CITIES in the Arab region should introduce stronger standards for green building and promote sustainable communities if they are to have a chance of tackling climate change, experts said.

The United Nations Human Settlement Programme (UN-Habitat) estimates that 56 per cent of the Arab world’s population already lives in cities and urban centres, a proportion that more than quadrupled between 1990 and 2010.

It is expected to shoot up to 75 per cent by 2050. The speed of the urbanisation process has put additional stress on social services and infrastructure in a region already deeply vulnerable to climate change.

“Climate change forces upon us all a serious discussion on green building and the promotion of sustainability,” Egypt’s Minister of Housing and Urban Development Mostafa Madbouly told the Arab world’s first Forum for Sustainable Communities and Green Building last month in Cairo. “This is no longer a luxury.”

The buildings sector is responsible for more than 40 per cent of global energy use and one third of global greenhouse gas emissions, the UN estimates. A bigger challenge to sustainable cities rests in inefficient, high-intensity energy use across the industrial and service sectors, both concentrated in urban areas.

Across the region, industry is the most energy-hungry sector, accounting for around 45 per cent of consumption. In absolute terms, eight of the world’s 10 most energy-intensive economies are Arab countries, according to research for the 2012 Arab Human Development Report.

“Energy efficiency is the solution to solving energy crises,” said Kurt Wiesegart, team leader of an EU-financed energy-efficiency project for the construction sector in the Mediterranean.

The Intergovernmental Panel on Climate Change projects hotter, drier and less predictable climate patterns across the region, which could reduce water run-off by 20 to 30 per cent in most countries in the Middle East and North Africa by 2050.

Water and food shortages, particularly in urban centres, are expected to be among the most defining challenges.

The Arab world already suffers disproportionately from extreme heat. A recent World Bank study, Turn Down the Heat, found that if the global temperature rises by 4 deg C, the average number of hot days is forecast to exceed 115 per year in the region’s cities. But experts say stronger governance and planning could help reduce this vulnerability. “We need to change our approach to urbanisation. Instead of talking about problems, we must see urbanisation as an instrument,” UN-Habitat executive director Joan Clos told the forum.

One response is to improve green infrastructure. Several cities across the Arab region, like Beirut (Lebanon), Riyadh (Saudi Arabia), and Dubai and Abu Dhabi (UAE), have started to adopt green building codes.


— What is being asked —
Lines that contain "Admin": how many are there in the listing below? Answer with a number and nothing more.
*** Begin section ***
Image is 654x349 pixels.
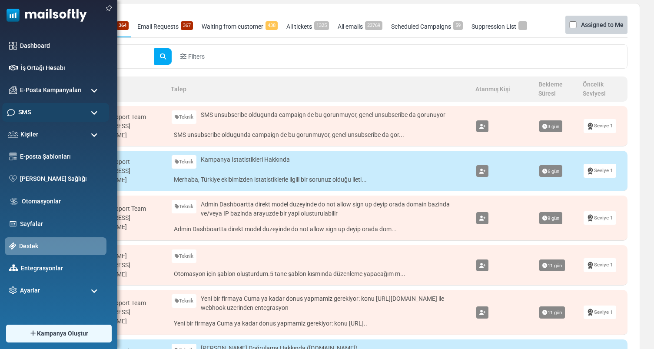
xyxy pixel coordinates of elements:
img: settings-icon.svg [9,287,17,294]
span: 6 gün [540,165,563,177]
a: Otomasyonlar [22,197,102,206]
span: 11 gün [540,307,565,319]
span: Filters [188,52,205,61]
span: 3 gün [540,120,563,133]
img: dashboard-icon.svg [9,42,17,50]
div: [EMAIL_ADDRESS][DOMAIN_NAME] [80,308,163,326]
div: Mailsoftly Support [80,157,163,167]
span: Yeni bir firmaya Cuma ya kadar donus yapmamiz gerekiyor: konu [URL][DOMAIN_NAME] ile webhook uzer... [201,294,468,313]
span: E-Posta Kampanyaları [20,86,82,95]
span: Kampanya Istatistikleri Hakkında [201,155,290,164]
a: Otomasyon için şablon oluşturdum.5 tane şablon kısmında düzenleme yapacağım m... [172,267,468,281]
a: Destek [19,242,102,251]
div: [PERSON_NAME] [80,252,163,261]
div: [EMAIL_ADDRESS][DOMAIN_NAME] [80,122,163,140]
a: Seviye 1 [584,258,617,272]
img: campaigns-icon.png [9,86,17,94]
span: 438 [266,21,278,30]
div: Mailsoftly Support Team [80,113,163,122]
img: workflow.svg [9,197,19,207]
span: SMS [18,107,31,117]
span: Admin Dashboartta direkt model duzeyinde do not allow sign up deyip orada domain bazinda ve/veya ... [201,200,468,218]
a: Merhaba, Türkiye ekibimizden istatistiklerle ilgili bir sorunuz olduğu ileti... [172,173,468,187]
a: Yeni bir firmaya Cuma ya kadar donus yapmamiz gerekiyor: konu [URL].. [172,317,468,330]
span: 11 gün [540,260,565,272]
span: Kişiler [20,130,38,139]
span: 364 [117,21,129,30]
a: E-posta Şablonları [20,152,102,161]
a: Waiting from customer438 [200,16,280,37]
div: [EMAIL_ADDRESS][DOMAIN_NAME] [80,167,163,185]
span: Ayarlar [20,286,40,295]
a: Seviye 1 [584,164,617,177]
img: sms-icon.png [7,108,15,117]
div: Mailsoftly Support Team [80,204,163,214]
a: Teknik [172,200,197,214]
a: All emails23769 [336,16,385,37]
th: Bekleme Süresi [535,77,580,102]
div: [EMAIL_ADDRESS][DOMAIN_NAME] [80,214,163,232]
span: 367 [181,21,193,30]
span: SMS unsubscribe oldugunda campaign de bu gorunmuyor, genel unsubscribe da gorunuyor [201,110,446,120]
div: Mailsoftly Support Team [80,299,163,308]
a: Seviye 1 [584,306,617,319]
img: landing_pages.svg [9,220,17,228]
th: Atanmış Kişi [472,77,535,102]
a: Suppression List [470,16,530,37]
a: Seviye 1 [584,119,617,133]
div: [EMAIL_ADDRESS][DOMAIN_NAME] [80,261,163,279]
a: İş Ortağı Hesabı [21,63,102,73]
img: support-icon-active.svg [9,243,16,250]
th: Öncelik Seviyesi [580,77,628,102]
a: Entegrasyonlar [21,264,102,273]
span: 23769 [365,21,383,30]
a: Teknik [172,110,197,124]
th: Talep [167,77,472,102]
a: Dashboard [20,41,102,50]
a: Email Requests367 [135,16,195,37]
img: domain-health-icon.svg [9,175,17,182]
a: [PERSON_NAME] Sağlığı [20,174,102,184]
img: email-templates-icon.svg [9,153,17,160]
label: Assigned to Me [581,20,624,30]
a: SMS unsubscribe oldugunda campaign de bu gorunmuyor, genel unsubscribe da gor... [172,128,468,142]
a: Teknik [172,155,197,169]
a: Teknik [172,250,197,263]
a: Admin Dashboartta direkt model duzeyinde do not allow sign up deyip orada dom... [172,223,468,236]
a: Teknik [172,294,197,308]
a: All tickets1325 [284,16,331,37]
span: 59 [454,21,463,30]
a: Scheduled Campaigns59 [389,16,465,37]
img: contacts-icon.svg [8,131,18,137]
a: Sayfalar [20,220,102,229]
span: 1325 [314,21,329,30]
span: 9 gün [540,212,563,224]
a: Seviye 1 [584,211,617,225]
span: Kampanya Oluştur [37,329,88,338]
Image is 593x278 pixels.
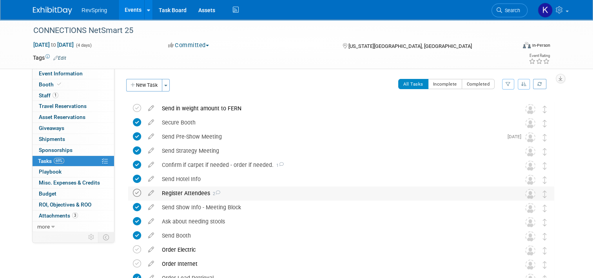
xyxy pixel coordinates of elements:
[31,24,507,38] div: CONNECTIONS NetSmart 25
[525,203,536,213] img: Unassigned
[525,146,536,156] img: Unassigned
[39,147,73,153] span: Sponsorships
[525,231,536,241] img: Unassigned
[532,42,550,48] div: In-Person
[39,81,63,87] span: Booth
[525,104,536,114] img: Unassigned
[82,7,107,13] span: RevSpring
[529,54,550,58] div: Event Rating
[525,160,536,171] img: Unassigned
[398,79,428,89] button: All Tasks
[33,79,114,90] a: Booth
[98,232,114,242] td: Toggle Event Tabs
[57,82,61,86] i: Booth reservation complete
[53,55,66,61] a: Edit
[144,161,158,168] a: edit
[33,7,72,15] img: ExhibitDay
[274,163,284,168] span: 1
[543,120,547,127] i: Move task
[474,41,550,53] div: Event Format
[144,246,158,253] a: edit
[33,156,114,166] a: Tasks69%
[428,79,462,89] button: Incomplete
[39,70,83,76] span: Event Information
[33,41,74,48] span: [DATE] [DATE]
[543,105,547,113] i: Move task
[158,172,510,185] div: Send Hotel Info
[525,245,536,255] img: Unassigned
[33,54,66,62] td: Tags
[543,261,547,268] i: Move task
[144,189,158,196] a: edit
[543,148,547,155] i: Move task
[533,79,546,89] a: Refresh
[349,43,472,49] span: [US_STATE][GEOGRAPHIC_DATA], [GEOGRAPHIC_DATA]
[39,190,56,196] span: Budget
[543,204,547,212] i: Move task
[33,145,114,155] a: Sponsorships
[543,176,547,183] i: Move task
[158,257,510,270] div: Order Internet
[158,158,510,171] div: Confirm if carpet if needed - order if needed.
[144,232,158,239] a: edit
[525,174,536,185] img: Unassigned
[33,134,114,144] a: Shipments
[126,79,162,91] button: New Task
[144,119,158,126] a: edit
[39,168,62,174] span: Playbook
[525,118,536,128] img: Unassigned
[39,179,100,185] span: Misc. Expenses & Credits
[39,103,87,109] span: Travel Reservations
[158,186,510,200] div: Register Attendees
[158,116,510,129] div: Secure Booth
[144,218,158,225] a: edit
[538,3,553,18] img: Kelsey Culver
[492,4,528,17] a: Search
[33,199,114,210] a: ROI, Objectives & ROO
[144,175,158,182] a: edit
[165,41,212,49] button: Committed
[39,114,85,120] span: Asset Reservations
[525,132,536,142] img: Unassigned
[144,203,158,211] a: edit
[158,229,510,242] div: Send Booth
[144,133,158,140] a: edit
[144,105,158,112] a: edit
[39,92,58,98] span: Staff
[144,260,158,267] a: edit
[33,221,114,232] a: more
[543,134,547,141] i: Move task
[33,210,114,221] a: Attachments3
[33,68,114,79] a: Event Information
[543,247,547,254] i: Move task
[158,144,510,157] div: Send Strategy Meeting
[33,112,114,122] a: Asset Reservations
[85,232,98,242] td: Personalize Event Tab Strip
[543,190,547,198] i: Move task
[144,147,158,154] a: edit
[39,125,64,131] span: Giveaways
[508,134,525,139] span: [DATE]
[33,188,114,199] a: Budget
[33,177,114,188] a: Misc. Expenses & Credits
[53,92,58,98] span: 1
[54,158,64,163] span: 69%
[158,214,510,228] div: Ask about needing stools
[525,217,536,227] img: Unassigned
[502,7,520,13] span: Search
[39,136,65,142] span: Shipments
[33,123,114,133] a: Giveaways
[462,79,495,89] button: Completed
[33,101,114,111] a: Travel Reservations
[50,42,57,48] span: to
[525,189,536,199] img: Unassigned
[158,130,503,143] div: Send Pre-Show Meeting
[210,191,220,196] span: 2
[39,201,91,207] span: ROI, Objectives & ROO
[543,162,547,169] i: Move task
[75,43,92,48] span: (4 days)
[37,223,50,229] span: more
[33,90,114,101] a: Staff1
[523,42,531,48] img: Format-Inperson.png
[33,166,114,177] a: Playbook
*** End section ***
— Result for this task —
2